Rome News-Tribune

Afflicted with Parkinson’s, former coach has ‘a lot of good living to do’

- By Tom D’angelo

CHARLOTTE, N.C. — Mark Richt moved from set to set on the second floor of an uptown hotel in the Queen City this week. The job called for it as an ACC Network analyst and the conference holding its annual Football Kickoff.

“It doesn’t matter how long it takes to get into the chair, just as long as you can communicat­e and I’m still able to do that,” he said Thursday, minutes after stepping down from a live interview with Florida State coach Mike Norvell.

Richt, whose ties to South Florida started as the star quarterbac­k at Boca Raton

High School in the late ’70s and ended by capping his coaching career at the University of Miami from 201618, announced this month he had been diagnosed with Parkinson’s disease.

But Richt, 61, is not about to let this opponent win. Not now. He is at peace but he’s not ready to slow down.

“Knowing where I’m going at the end helps a lot,” said Richt, a devout Christian. “I know that this life is a very short time compared to eternity and I’ve lived an awesome life to this point. I’ve got a lot of good living to do.”

Richt was not surprised when the diagnosis came in May (he made it public early this month). “He told me what I already knew,” he said about the doctor’s news. His research on the disease started about a year earlier, and not just because his father, who is 84, is living with Parkinson’s.

Richt had hip surgery a little more than a year ago

and started feeling “different” during rehab. At first, he brushed it off to the trauma to his body, thinking “there’s a new normal.” But then realized it was more than that.

“When you think it might be something, you start reading up on it,” he said. “I was the poster boy for the symptoms that you get. I was pretty sure it was in fact Parkinson’s.”

When a local neurologis­t wanted to send Richt to a specialist, “I think he knew, I think we both knew,” Richt said.

Richt then started thinking

back to his final years as a coach. He spent 15 seasons as the head coach at Georgia after working at FSU as a grad assistant, quarterbac­k coach and offensive coordinato­r under Bobby Bowden. In 2016, Richt returned to his alma mater, Miami, as the head coach. He retired following the 2018 season.

What he remembers most is the fatigue, even as far back at Georgia. But that, he figured, was just from having spent so much time in one place working a high-profile, stressful job.

“You just figure you coach anywhere for 13, 14, 15 years you get worn out,” he said. “I think part of that was probably experienci­ng some of those early symptoms.”

But what he started to feel while at Miami could not be ignored.

“I experience­d a fatigue that I never experience­d,” he said. “I considered it extreme fatigue and I’m like, ‘this is different than anything I’ve ever felt.’ As a coach you get tired and you just get up and you keep going. You don’t think much

about it. I got to the point where I didn’t think I could do it anymore. I’m sure that was the Parkinson’s.

“Even calling plays at Miami, it took me a little longer to spit the things out and I was frustrated about that.”

Richt and his wife, Katharyn, have moved back to Athens. During his first 15 years in the city, he had to come up with a different game plan each week depending on the opponent.

Now, he’s ready for one more challenge and plans

on making it a long one.

“The thing with Parkinson’s is you got to keep a good attitude,” he said. “You got to keep moving, you got to keep exercising, you got to eat right. You got to do things to help your body protect the dopamine you have left in your body, because there’s been some damage to that.

“The better you take care of yourself, the more you move, the more you stretch, the more you keep that positive attitude, the better off you’re going to be.”

 ?? Kansas City STAR/TNS - Shane Keyser ?? Now an analyst for the ACC Network, former longtime Georgia coach Mark Richt is still working after announcing he had been diagnosed with Parkinson’s disease.
Kansas City STAR/TNS - Shane Keyser Now an analyst for the ACC Network, former longtime Georgia coach Mark Richt is still working after announcing he had been diagnosed with Parkinson’s disease.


§ Task statement
Go over the entries and report the lines where the word "ylabel" occurs.

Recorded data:
== Segment start ==
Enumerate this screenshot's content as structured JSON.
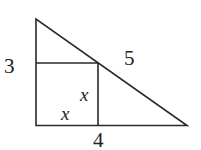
{
  "diagram": {
    "type": "geometry",
    "colors": {
      "stroke": "#2a2a2a",
      "text": "#222222",
      "background": "#ffffff"
    },
    "labels": {
      "left_leg": "3",
      "hypotenuse": "5",
      "bottom_leg": "4",
      "square_side_vertical": "x",
      "square_side_horizontal": "x"
    }
  }
}
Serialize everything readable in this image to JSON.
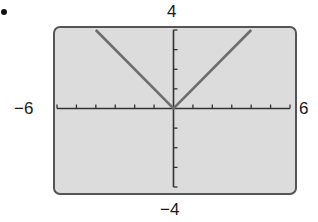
{
  "chart_data": {
    "type": "line",
    "title": "",
    "xlabel": "",
    "ylabel": "",
    "function": "y = |x|",
    "xlim": [
      -6,
      6
    ],
    "ylim": [
      -4,
      4
    ],
    "x_tick_step": 1,
    "y_tick_step": 1,
    "grid": false,
    "legend": null,
    "series": [
      {
        "name": "y = |x|",
        "x": [
          -4,
          0,
          4
        ],
        "y": [
          4,
          0,
          4
        ],
        "color": "#6e6e6e"
      }
    ]
  },
  "window_labels": {
    "ymax": "4",
    "ymin": "−4",
    "xmin": "−6",
    "xmax": "6"
  },
  "colors": {
    "screen_background": "#dcdcdc",
    "screen_border": "#555555",
    "axis": "#333333",
    "graph_line": "#6e6e6e"
  }
}
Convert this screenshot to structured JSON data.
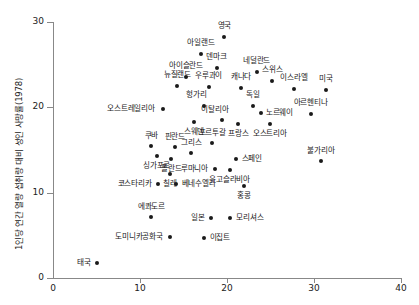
{
  "chart_data": {
    "type": "scatter",
    "title": "",
    "xlabel": "",
    "ylabel": "1인당 연간 열량 섭취량 대비 성인 사망률(1978)",
    "xlim": [
      0,
      40
    ],
    "ylim": [
      0,
      30
    ],
    "xticks": [
      "0",
      "10",
      "20",
      "30",
      "40"
    ],
    "yticks": [
      "0",
      "10",
      "20",
      "30"
    ],
    "grid": false,
    "legend": "none",
    "points": [
      {
        "label": "영국",
        "x": 19.7,
        "y": 28.2
      },
      {
        "label": "아일랜드",
        "x": 17.0,
        "y": 26.3
      },
      {
        "label": "덴마크",
        "x": 18.8,
        "y": 24.6
      },
      {
        "label": "네덜란드",
        "x": 23.4,
        "y": 24.1
      },
      {
        "label": "아이슬란드",
        "x": 15.3,
        "y": 23.6
      },
      {
        "label": "스위스",
        "x": 25.2,
        "y": 23.1
      },
      {
        "label": "뉴질랜드",
        "x": 14.3,
        "y": 22.5
      },
      {
        "label": "우루과이",
        "x": 17.9,
        "y": 22.4
      },
      {
        "label": "캐나다",
        "x": 21.6,
        "y": 22.3
      },
      {
        "label": "이스라엘",
        "x": 27.7,
        "y": 22.2
      },
      {
        "label": "미국",
        "x": 31.4,
        "y": 22.0
      },
      {
        "label": "헝가리",
        "x": 17.3,
        "y": 20.2
      },
      {
        "label": "독일",
        "x": 23.0,
        "y": 20.1
      },
      {
        "label": "오스트레일리아",
        "x": 12.6,
        "y": 19.8
      },
      {
        "label": "노르웨이",
        "x": 23.9,
        "y": 19.3
      },
      {
        "label": "아르헨티나",
        "x": 29.6,
        "y": 19.2
      },
      {
        "label": "이탈리아",
        "x": 19.4,
        "y": 18.5
      },
      {
        "label": "스웨덴",
        "x": 16.2,
        "y": 18.3
      },
      {
        "label": "프랑스",
        "x": 21.3,
        "y": 18.1
      },
      {
        "label": "오스트리아",
        "x": 24.9,
        "y": 18.0
      },
      {
        "label": "포르투갈",
        "x": 18.3,
        "y": 15.8
      },
      {
        "label": "쿠바",
        "x": 11.3,
        "y": 15.5
      },
      {
        "label": "핀란드",
        "x": 14.0,
        "y": 15.4
      },
      {
        "label": "그리스",
        "x": 15.9,
        "y": 14.7
      },
      {
        "label": "폴란드",
        "x": 13.6,
        "y": 14.0
      },
      {
        "label": "싱가포르",
        "x": 11.9,
        "y": 14.3
      },
      {
        "label": "스페인",
        "x": 21.0,
        "y": 13.9
      },
      {
        "label": "불가리아",
        "x": 30.8,
        "y": 13.7
      },
      {
        "label": "루마니아",
        "x": 18.6,
        "y": 12.8
      },
      {
        "label": "유고슬라비아",
        "x": 20.3,
        "y": 12.6
      },
      {
        "label": "칠레",
        "x": 13.4,
        "y": 12.2
      },
      {
        "label": "코스타리카",
        "x": 12.1,
        "y": 11.0
      },
      {
        "label": "베네수엘라",
        "x": 14.1,
        "y": 11.0
      },
      {
        "label": "홍콩",
        "x": 21.9,
        "y": 10.8
      },
      {
        "label": "에콰도르",
        "x": 11.3,
        "y": 7.2
      },
      {
        "label": "일본",
        "x": 18.2,
        "y": 7.0
      },
      {
        "label": "모리셔스",
        "x": 20.4,
        "y": 7.0
      },
      {
        "label": "도미니카공화국",
        "x": 13.4,
        "y": 4.8
      },
      {
        "label": "이집트",
        "x": 17.3,
        "y": 4.7
      },
      {
        "label": "태국",
        "x": 5.1,
        "y": 1.8
      }
    ]
  },
  "label_offsets": [
    {
      "dx": 0,
      "dy": -11,
      "align": "center"
    },
    {
      "dx": 0,
      "dy": -11,
      "align": "center"
    },
    {
      "dx": 0,
      "dy": -11,
      "align": "center"
    },
    {
      "dx": 0,
      "dy": -11,
      "align": "center"
    },
    {
      "dx": 0,
      "dy": -11,
      "align": "center"
    },
    {
      "dx": 0,
      "dy": -11,
      "align": "center"
    },
    {
      "dx": 0,
      "dy": -11,
      "align": "center"
    },
    {
      "dx": 0,
      "dy": -11,
      "align": "center"
    },
    {
      "dx": 0,
      "dy": -11,
      "align": "center"
    },
    {
      "dx": 0,
      "dy": -11,
      "align": "center"
    },
    {
      "dx": 0,
      "dy": -11,
      "align": "center"
    },
    {
      "dx": -7,
      "dy": -11,
      "align": "center"
    },
    {
      "dx": 0,
      "dy": -11,
      "align": "center"
    },
    {
      "dx": -8,
      "dy": 0,
      "align": "right"
    },
    {
      "dx": 5,
      "dy": 0,
      "align": "left"
    },
    {
      "dx": 0,
      "dy": -11,
      "align": "center"
    },
    {
      "dx": -7,
      "dy": -10,
      "align": "center"
    },
    {
      "dx": 0,
      "dy": 10,
      "align": "center"
    },
    {
      "dx": 0,
      "dy": 10,
      "align": "center"
    },
    {
      "dx": 0,
      "dy": 10,
      "align": "center"
    },
    {
      "dx": 0,
      "dy": -10,
      "align": "center"
    },
    {
      "dx": 0,
      "dy": -10,
      "align": "center"
    },
    {
      "dx": 0,
      "dy": -10,
      "align": "center"
    },
    {
      "dx": 0,
      "dy": -10,
      "align": "center"
    },
    {
      "dx": 0,
      "dy": 10,
      "align": "center"
    },
    {
      "dx": 0,
      "dy": 10,
      "align": "center"
    },
    {
      "dx": 6,
      "dy": 0,
      "align": "left"
    },
    {
      "dx": 0,
      "dy": -10,
      "align": "center"
    },
    {
      "dx": -7,
      "dy": 0,
      "align": "right"
    },
    {
      "dx": 0,
      "dy": 10,
      "align": "center"
    },
    {
      "dx": 0,
      "dy": 10,
      "align": "center"
    },
    {
      "dx": -7,
      "dy": 0,
      "align": "right"
    },
    {
      "dx": 6,
      "dy": 0,
      "align": "left"
    },
    {
      "dx": 0,
      "dy": 10,
      "align": "center"
    },
    {
      "dx": 0,
      "dy": -10,
      "align": "center"
    },
    {
      "dx": -7,
      "dy": 0,
      "align": "right"
    },
    {
      "dx": 6,
      "dy": 0,
      "align": "left"
    },
    {
      "dx": -7,
      "dy": 0,
      "align": "right"
    },
    {
      "dx": 6,
      "dy": 0,
      "align": "left"
    },
    {
      "dx": -7,
      "dy": 0,
      "align": "right"
    }
  ]
}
== Segment end ==
§ Output
    "ylabel": "",
    "ylabel": "1인당 연간 열량 섭취량 대비 성인 사망률(1978)",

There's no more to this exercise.